Smokies conference seeks ways for bears, people to live in peace

University of Tennessee graduate student Jessica Giacomini, center, helps fit a tranquilized black bear with a GPS-equipped collar. Giacomini has been studying the roaming patterns of black bears in the Smokies.
University of Tennessee graduate student Jessica Giacomini, center, helps fit a tranquilized black bear with a GPS-equipped collar. Giacomini has been studying the roaming patterns of black bears in the Smokies.
photo A Great Smoky Mountains National Park ranger prepares to tranquilize a black bear. The bear will be fitted with a GPS-equipped radio collar to help track its movements as part of a University of Tennessee study of bears' roaming patterns.

The mama bear's carcass lay by the roadside, most likely struck by a passing car in the last moments of her life.

To researchers, she's one more casualty in the urban world's unintentional war on wildlife. More could follow as bears in the Smoky Mountains emerge from hibernation this spring.

"We know this bear had a couple of cubs, and we don't know if they survived," said Jessica Giacomini, a University of Tennessee graduate student who's spent the past three years studying the roaming patterns of black bears in the Smokies. "We know the bear population in the Smokies has been growing since the '90s. We know the Smokies get around 11 million visitors every year.

Read more at our news partner's website, knoxnews.com.

photo The black bear is one of many tagged during two projects being conducted in the Great Smoky Mountains.
photo Jessica Giacomini poses with a black bear family in the Great Smoky Mountains. Giacomini has been studying bears in the Smokies as her master's project.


▶ _DIRECTIONS FOR THIS TASK_:
Copy every entry word for word. Skip the pictures.

▶ _GIVEN RECORDS_:
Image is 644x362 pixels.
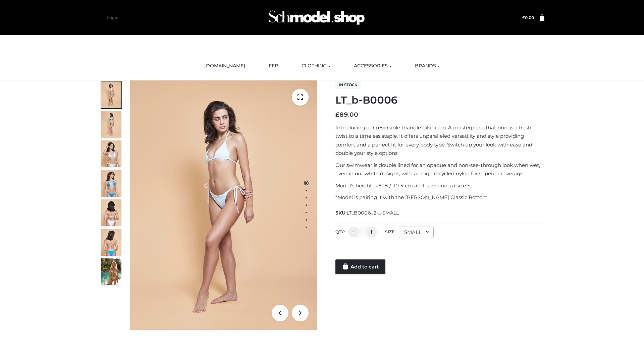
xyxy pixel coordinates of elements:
[523,15,534,20] bdi: 0.00
[101,229,121,256] img: ArielClassicBikiniTop_CloudNine_AzureSky_OW114ECO_8-scaled.jpg
[101,82,121,108] img: ArielClassicBikiniTop_CloudNine_AzureSky_OW114ECO_1-scaled.jpg
[336,193,544,202] p: *Model is pairing it with the [PERSON_NAME] Classic Bottom
[336,123,544,157] p: Introducing our reversible triangle bikini top. A masterpiece that brings a fresh twist to a time...
[336,181,544,190] p: Model’s height is 5 ‘8 / 173 cm and is wearing a size S.
[399,227,434,238] div: SMALL
[410,58,445,73] a: BRANDS
[101,258,121,285] img: Arieltop_CloudNine_AzureSky2.jpg
[336,259,385,274] a: Add to cart
[101,111,121,138] img: ArielClassicBikiniTop_CloudNine_AzureSky_OW114ECO_2-scaled.jpg
[266,5,367,31] img: Schmodel Admin 964
[336,209,399,217] span: SKU:
[336,81,361,89] span: In stock
[130,80,317,330] img: ArielClassicBikiniTop_CloudNine_AzureSky_OW114ECO_1
[263,58,283,73] a: FFP
[336,111,340,118] span: £
[107,15,118,20] a: Login
[347,210,399,216] span: LT_B0006_2-_-SMALL
[336,94,544,107] h1: LT_b-B0006
[336,111,358,118] bdi: 89.00
[336,161,544,178] p: Our swimwear is double lined for an opaque and non-see-through look when wet, even in our white d...
[523,15,534,20] a: £0.00
[523,15,525,20] span: £
[101,140,121,167] img: ArielClassicBikiniTop_CloudNine_AzureSky_OW114ECO_3-scaled.jpg
[199,58,250,73] a: [DOMAIN_NAME]
[297,58,336,73] a: CLOTHING
[349,58,396,73] a: ACCESSORIES
[385,230,396,234] label: Size:
[101,170,121,197] img: ArielClassicBikiniTop_CloudNine_AzureSky_OW114ECO_4-scaled.jpg
[336,230,345,234] label: QTY:
[101,199,121,227] img: ArielClassicBikiniTop_CloudNine_AzureSky_OW114ECO_7-scaled.jpg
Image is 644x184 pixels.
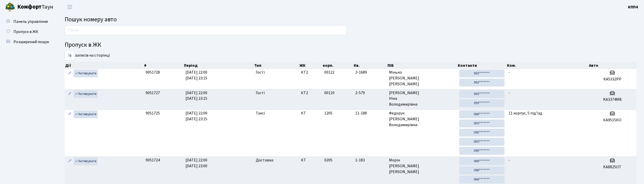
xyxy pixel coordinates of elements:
[301,110,320,116] span: КТ
[509,69,510,75] span: -
[74,90,98,98] a: Активувати
[146,69,160,75] span: 9051728
[3,27,53,37] a: Пропуск в ЖК
[63,3,76,11] button: Переключити навігацію
[186,90,207,101] span: [DATE] 22:00 [DATE] 23:15
[74,157,98,165] a: Активувати
[5,2,15,12] img: logo.png
[74,69,98,78] a: Активувати
[256,157,273,163] span: Доставка
[389,110,455,128] span: Федорук [PERSON_NAME] Володимирівна
[256,110,265,116] span: Таксі
[355,157,385,163] span: 1-183
[13,39,49,45] span: Розширений пошук
[324,90,334,96] span: 00110
[509,157,510,163] span: -
[301,157,320,163] span: КТ
[17,3,42,11] b: Комфорт
[301,90,320,96] span: КТ2
[67,157,73,165] a: Редагувати
[65,25,347,35] input: Пошук
[144,62,183,69] th: #
[324,69,334,75] span: 00122
[324,110,333,116] span: 1205
[507,62,589,69] th: Ком.
[509,90,510,96] span: -
[146,110,160,116] span: 9051725
[146,157,160,163] span: 9051724
[389,69,455,87] span: Мінько [PERSON_NAME] [PERSON_NAME]
[589,62,637,69] th: Авто
[186,157,207,168] span: [DATE] 22:00 [DATE] 23:00
[3,37,53,47] a: Розширений пошук
[457,62,507,69] th: Контакти
[628,4,638,10] b: КПП4
[183,62,254,69] th: Період
[67,110,73,118] a: Редагувати
[256,69,265,75] span: Гості
[65,51,75,60] select: записів на сторінці
[3,17,53,27] a: Панель управління
[13,19,48,24] span: Панель управління
[67,69,73,78] a: Редагувати
[590,165,635,170] h5: KA8825OT
[590,97,635,102] h5: KA3374MB
[355,110,385,116] span: 11-188
[628,4,638,10] a: КПП4
[355,90,385,96] span: 2-579
[65,42,636,49] h4: Пропуск в ЖК
[186,69,207,81] span: [DATE] 22:00 [DATE] 23:15
[590,77,635,81] h5: KA5332PP
[509,110,542,116] span: 11 корпус, 5 під'їзд
[67,90,73,98] a: Редагувати
[254,62,299,69] th: Тип
[65,62,144,69] th: Дії
[323,62,353,69] th: корп.
[256,90,265,96] span: Гості
[353,62,387,69] th: Кв.
[355,69,385,75] span: 2-1689
[74,110,98,118] a: Активувати
[65,15,117,24] span: Пошук номеру авто
[389,157,455,175] span: Морін [PERSON_NAME] [PERSON_NAME]
[17,3,53,12] span: Таун
[65,51,110,60] label: записів на сторінці
[590,117,635,122] h5: КА9515КО
[186,110,207,122] span: [DATE] 22:00 [DATE] 23:15
[389,90,455,108] span: [PERSON_NAME] Ніна Володимирівна
[13,29,38,34] span: Пропуск в ЖК
[324,157,333,163] span: 0205
[146,90,160,96] span: 9051727
[301,69,320,75] span: КТ2
[299,62,323,69] th: ЖК
[387,62,457,69] th: ПІБ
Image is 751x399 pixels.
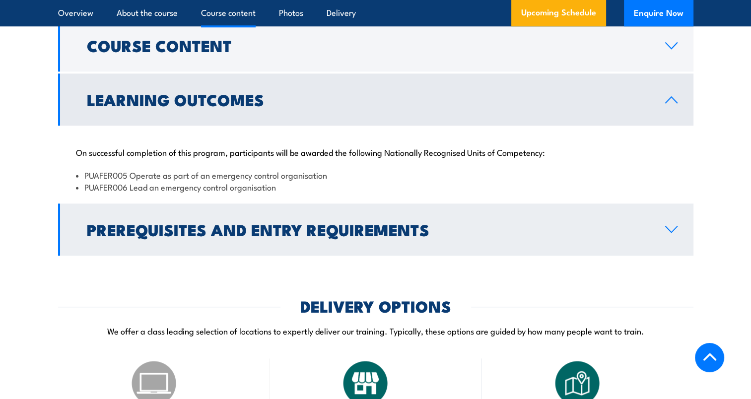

▶ _SOLUTION TO THIS PROBLEM_:
Image is 644x362 pixels.
xyxy pixel coordinates of elements:
[523,15,534,20] bdi: 0.00
[101,229,121,256] img: ArielClassicBikiniTop_CloudNine_AzureSky_OW114ECO_8-scaled.jpg
[101,82,121,108] img: ArielClassicBikiniTop_CloudNine_AzureSky_OW114ECO_1-scaled.jpg
[336,193,544,202] p: *Model is pairing it with the [PERSON_NAME] Classic Bottom
[336,123,544,157] p: Introducing our reversible triangle bikini top. A masterpiece that brings a fresh twist to a time...
[336,181,544,190] p: Model’s height is 5 ‘8 / 173 cm and is wearing a size S.
[399,227,434,238] div: SMALL
[410,58,445,73] a: BRANDS
[101,258,121,285] img: Arieltop_CloudNine_AzureSky2.jpg
[336,259,385,274] a: Add to cart
[101,111,121,138] img: ArielClassicBikiniTop_CloudNine_AzureSky_OW114ECO_2-scaled.jpg
[266,5,367,31] img: Schmodel Admin 964
[336,209,399,217] span: SKU:
[336,81,361,89] span: In stock
[130,80,317,330] img: ArielClassicBikiniTop_CloudNine_AzureSky_OW114ECO_1
[263,58,283,73] a: FFP
[336,111,340,118] span: £
[107,15,118,20] a: Login
[347,210,399,216] span: LT_B0006_2-_-SMALL
[336,94,544,107] h1: LT_b-B0006
[336,111,358,118] bdi: 89.00
[336,161,544,178] p: Our swimwear is double lined for an opaque and non-see-through look when wet, even in our white d...
[523,15,534,20] a: £0.00
[523,15,525,20] span: £
[101,140,121,167] img: ArielClassicBikiniTop_CloudNine_AzureSky_OW114ECO_3-scaled.jpg
[199,58,250,73] a: [DOMAIN_NAME]
[297,58,336,73] a: CLOTHING
[349,58,396,73] a: ACCESSORIES
[385,230,396,234] label: Size:
[101,170,121,197] img: ArielClassicBikiniTop_CloudNine_AzureSky_OW114ECO_4-scaled.jpg
[336,230,345,234] label: QTY:
[101,199,121,227] img: ArielClassicBikiniTop_CloudNine_AzureSky_OW114ECO_7-scaled.jpg
Image is 644x184 pixels.
xyxy pixel coordinates of elements:
[301,110,320,116] span: КТ
[509,69,510,75] span: -
[74,90,98,98] a: Активувати
[146,69,160,75] span: 9051728
[3,27,53,37] a: Пропуск в ЖК
[63,3,76,11] button: Переключити навігацію
[186,90,207,101] span: [DATE] 22:00 [DATE] 23:15
[74,157,98,165] a: Активувати
[5,2,15,12] img: logo.png
[74,69,98,78] a: Активувати
[256,157,273,163] span: Доставка
[389,110,455,128] span: Федорук [PERSON_NAME] Володимирівна
[256,110,265,116] span: Таксі
[355,157,385,163] span: 1-183
[13,39,49,45] span: Розширений пошук
[324,90,334,96] span: 00110
[509,157,510,163] span: -
[301,157,320,163] span: КТ
[17,3,42,11] b: Комфорт
[301,90,320,96] span: КТ2
[67,157,73,165] a: Редагувати
[65,25,347,35] input: Пошук
[144,62,183,69] th: #
[324,69,334,75] span: 00122
[324,110,333,116] span: 1205
[507,62,589,69] th: Ком.
[509,90,510,96] span: -
[146,110,160,116] span: 9051725
[146,157,160,163] span: 9051724
[389,69,455,87] span: Мінько [PERSON_NAME] [PERSON_NAME]
[589,62,637,69] th: Авто
[186,157,207,168] span: [DATE] 22:00 [DATE] 23:00
[3,37,53,47] a: Розширений пошук
[457,62,507,69] th: Контакти
[628,4,638,10] b: КПП4
[183,62,254,69] th: Період
[67,110,73,118] a: Редагувати
[256,69,265,75] span: Гості
[65,51,75,60] select: записів на сторінці
[3,17,53,27] a: Панель управління
[13,19,48,24] span: Панель управління
[67,69,73,78] a: Редагувати
[590,165,635,170] h5: KA8825OT
[590,97,635,102] h5: KA3374MB
[355,110,385,116] span: 11-188
[628,4,638,10] a: КПП4
[355,90,385,96] span: 2-579
[65,42,636,49] h4: Пропуск в ЖК
[186,69,207,81] span: [DATE] 22:00 [DATE] 23:15
[590,77,635,81] h5: KA5332PP
[509,110,542,116] span: 11 корпус, 5 під'їзд
[67,90,73,98] a: Редагувати
[254,62,299,69] th: Тип
[65,62,144,69] th: Дії
[323,62,353,69] th: корп.
[256,90,265,96] span: Гості
[353,62,387,69] th: Кв.
[355,69,385,75] span: 2-1689
[74,110,98,118] a: Активувати
[65,15,117,24] span: Пошук номеру авто
[389,157,455,175] span: Морін [PERSON_NAME] [PERSON_NAME]
[17,3,53,12] span: Таун
[65,51,110,60] label: записів на сторінці
[590,117,635,122] h5: КА9515КО
[186,110,207,122] span: [DATE] 22:00 [DATE] 23:15
[389,90,455,108] span: [PERSON_NAME] Ніна Володимирівна
[13,29,38,34] span: Пропуск в ЖК
[324,157,333,163] span: 0205
[146,90,160,96] span: 9051727
[301,69,320,75] span: КТ2
[299,62,323,69] th: ЖК
[387,62,457,69] th: ПІБ
Image is 751x399 pixels.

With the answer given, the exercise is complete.